AMD Radeon RX 5700 / RX 5700XT Linux Gaming Benchmarks
While last month we could talk all about the specifications for the Radeon RX 5700 series, today the embargo has lifted concerning the Radeon RX 5700/5700XT graphics cards so we can finally talk about the actual (Linux) performance. The road is a bit rougher than we had hoped, but it's possible to drive these new Navi graphics cards today using their open-source graphics driver stack at least for OpenGL games/applications. Over the weeks ahead, the Linux driver support for Navi will continue to improve.
As we've been talking about for months, the Radeon RX 5700 series (Navi 10) has Linux kernel support for the AMDGPU DRM driver pending in DRM-Next for the upcoming Linux 5.3 cycle. That is the kernel kicking off development in the days ahead though will not be released as stable until September, but at least this kernel version should be found in the likes of Ubuntu 19.10 and Fedora 31 later in the year for providing the necessary kernel support for these new graphics cards.

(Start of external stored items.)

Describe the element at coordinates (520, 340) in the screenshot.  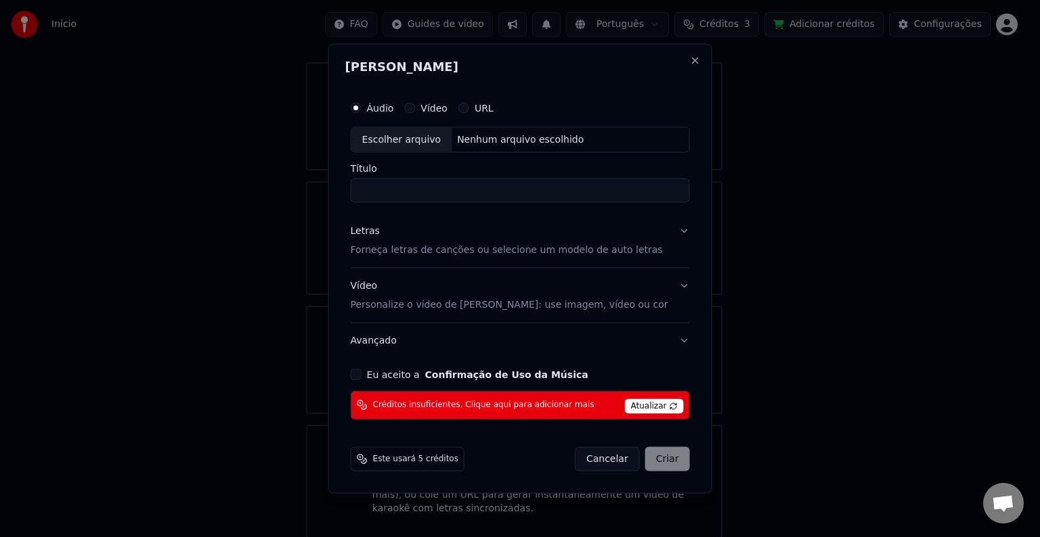
I see `button: Avançado` at that location.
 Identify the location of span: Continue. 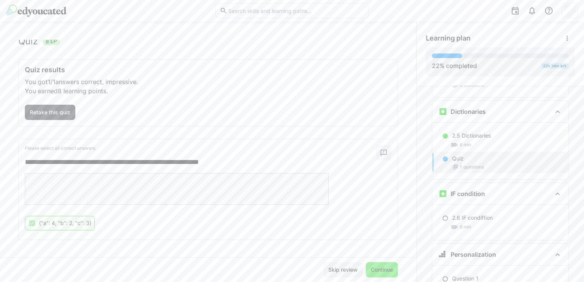
(382, 270).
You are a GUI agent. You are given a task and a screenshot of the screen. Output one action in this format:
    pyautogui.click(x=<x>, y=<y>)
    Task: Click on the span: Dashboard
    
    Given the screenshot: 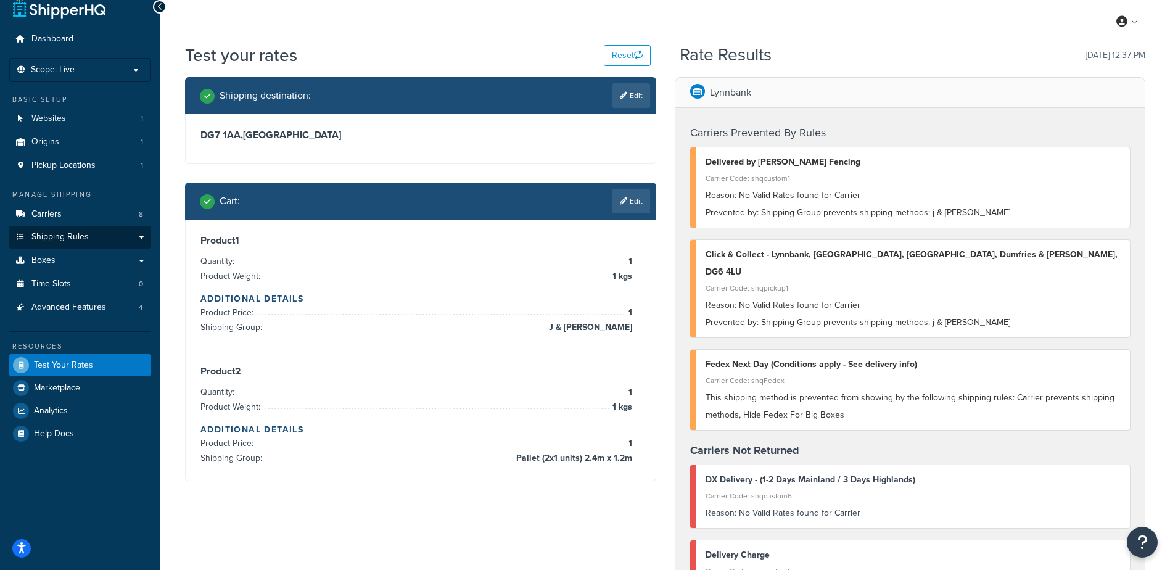 What is the action you would take?
    pyautogui.click(x=52, y=39)
    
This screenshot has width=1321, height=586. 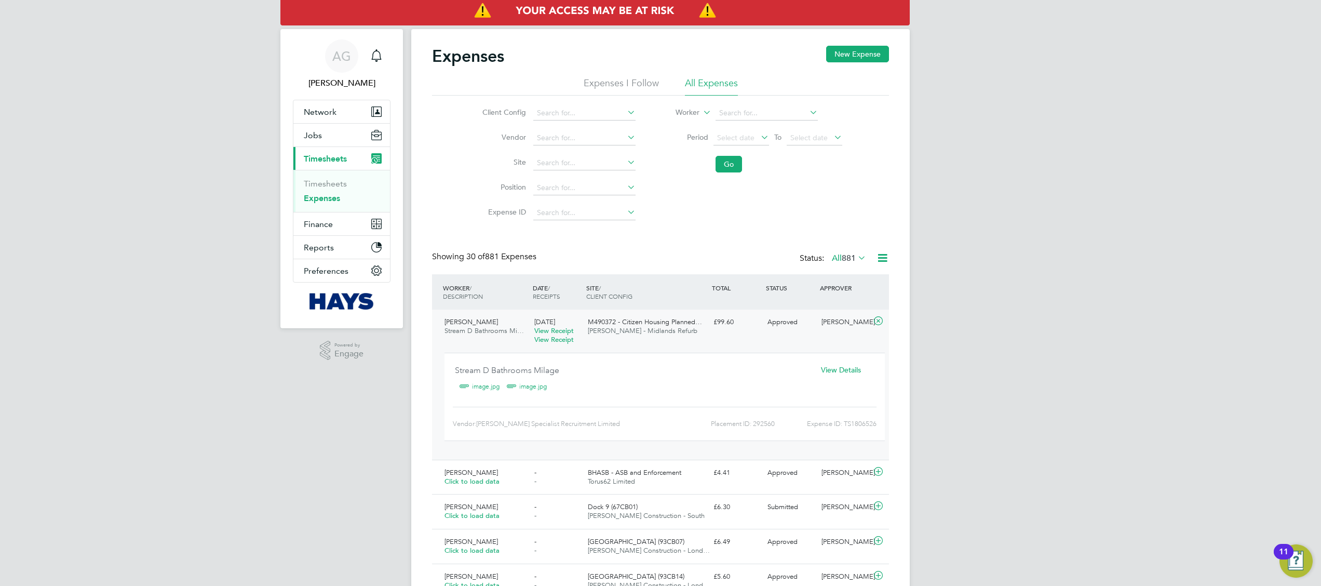 What do you see at coordinates (342, 350) in the screenshot?
I see `a: Powered byEngage` at bounding box center [342, 350].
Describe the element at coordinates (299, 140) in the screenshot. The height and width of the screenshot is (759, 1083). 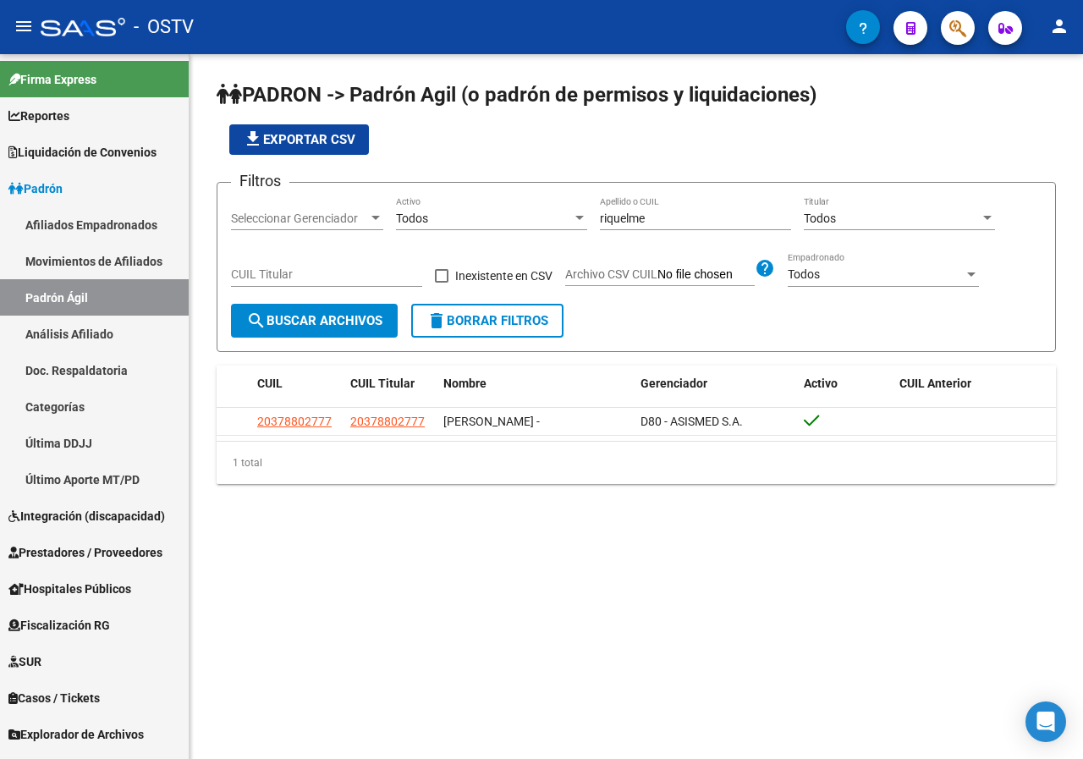
I see `button: Exportar CSV` at that location.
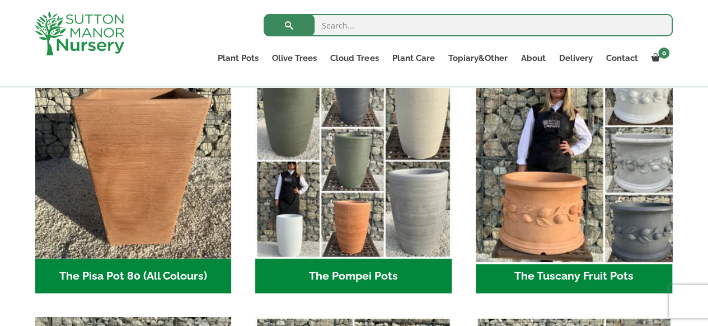 The width and height of the screenshot is (708, 326). I want to click on span: 0, so click(664, 53).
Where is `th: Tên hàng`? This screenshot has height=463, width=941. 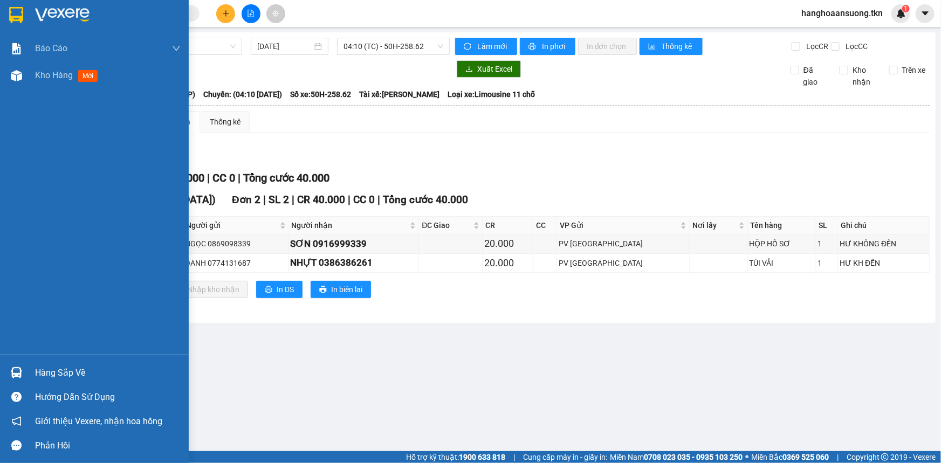
th: Tên hàng is located at coordinates (782, 225).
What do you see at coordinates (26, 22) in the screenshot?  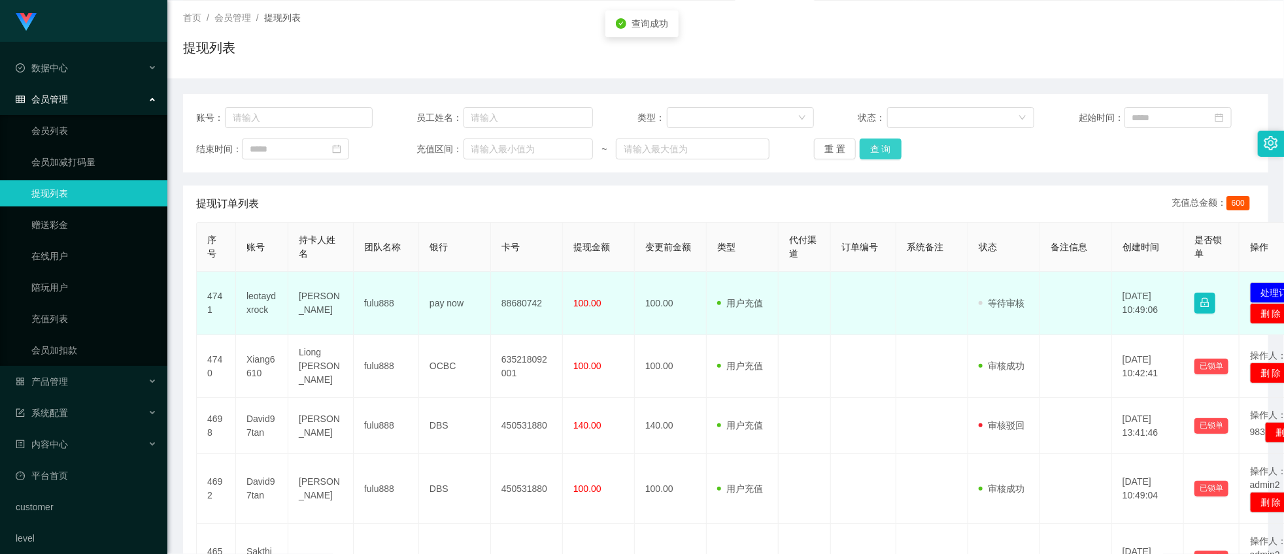 I see `img: logo.9652507e.png` at bounding box center [26, 22].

In user-space, just days ago the initial RadeonSI OpenGL driver support for Navi 10 landed. This is the initial support and will continue to be refined over the weeks ahead. The Mesa 19.2 feature freeze is in early August while it will release around the end of August or early September. Expect performance optimizations to come as this initial-cut RadeonSI driver support isn't hitting optimal performance as you'll see from these benchmarks today.
There isn't though any open-source Vulkan driver support at this time. The RADV driver is left up to the community developers so we really don't know when the Navi support will be there but hopefully for Mesa 19.2. For the official AMDVLK driver there is code expected to be released in the days ahead once clearing IP/legal/internal reviews.
Long story short, when it comes to the popular mainline/open-source Radeon driver support, there are bits floating out there but for those using stable kernel/Mesa releases that will all come together in September and in turn for Q4 Linux distributions should work nicely-out-of-the-box. There is also LLVM 9.0 as another requirement for the AMDGPU shader compiler back-end and that is coming out around September.
AMD will be issuing a new Radeon Software for Linux driver today or in the coming days to provide this packaged Open/PRO driver support, but that is only supported on their primary enterprise Linux distributions like RHEL/CentOS, SUSE, and Ubuntu 18.04 LTS. So for those wanting an easy Navi Linux support experience right now, that will be the easiest path forward at least for the near-term -- assuming you are using a supported Linux distribution.
But this Radeon Software for Linux driver is really racing down to the finish-line that we haven't even been ensured if it will be posted today or a few days out. In fact, AMD wasn't able to provide us with this packaged driver in advance as they normally do with "press drivers" for testing.
Without any Linux packaged driver in advance and no Vulkan driver code published yet, this does mean for our launch-day testing it is limited to only RadeonSI... OpenGL. A bit of a shame considering most newer Linux games are Vulkan-only and for Steam Play / Proton the best experience is using DXVK for mapping DirectX to Vulkan. But for today we can just deliver OpenGL results while waiting on the packaged driver and/or AMDVLK/RADV support. Once those pieces come out, we'll deliver Vulkan benchmarks for Navi.